A rare mid 18th century Chippendale period padouk tripod table attributed to William Masters, having an octagonal tip-up top with fine cross banding and a moulded edge, on a turned column with vase shaped knop; on hipped double cabriole legs joined by a concave sided platform and terminating in pointed pad feet with brass castors.
Note: This tripod table of extraordinary design belonging to a very small group of tables with virtually identical bases. So far only a further three tables with this unusual base have come to light. Two are documented pieces by William Masters made for the Duke of Atholl at Blair Castle in Perthshire: one of these is a tea table with circular gallery top , and the other is a supper table with octagonal top. The undocumented third table has a plain circular top and was advertised by Edwin H. Herzog in the Connoisseur magazine in May 1976. All three are made of commonly used mahogany, whilst the current example is made of padouk wood, a rarer and more costly timber.
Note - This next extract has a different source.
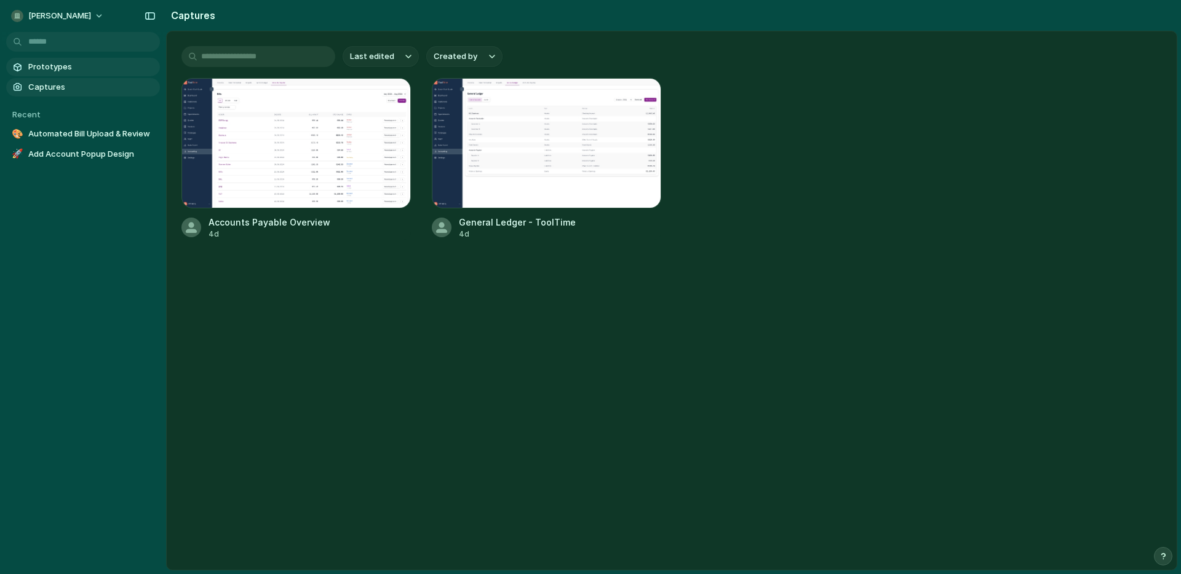  Describe the element at coordinates (83, 154) in the screenshot. I see `a: 🚀Add Account Popup Design` at that location.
Literature: Arthur Oswald, Blair Castle Perthshire III, Country Life, 18 November 1949, pp. 1506-10.
Anthony Coleridge, Chippendale Furniture, 1968, illus. 398.
Connoisseur, May 1976, advertisement with Edwin H. Herzog, London.
Geoffrey Beard and Christopher Gilbert, The Dictionary of English Furniture Makers 1660-1840, London 1986, p. 585.
Illustrated:
F.Lewis Hinckley, A Directory of Antique Furniture, 1953, p. 171, illus. 526.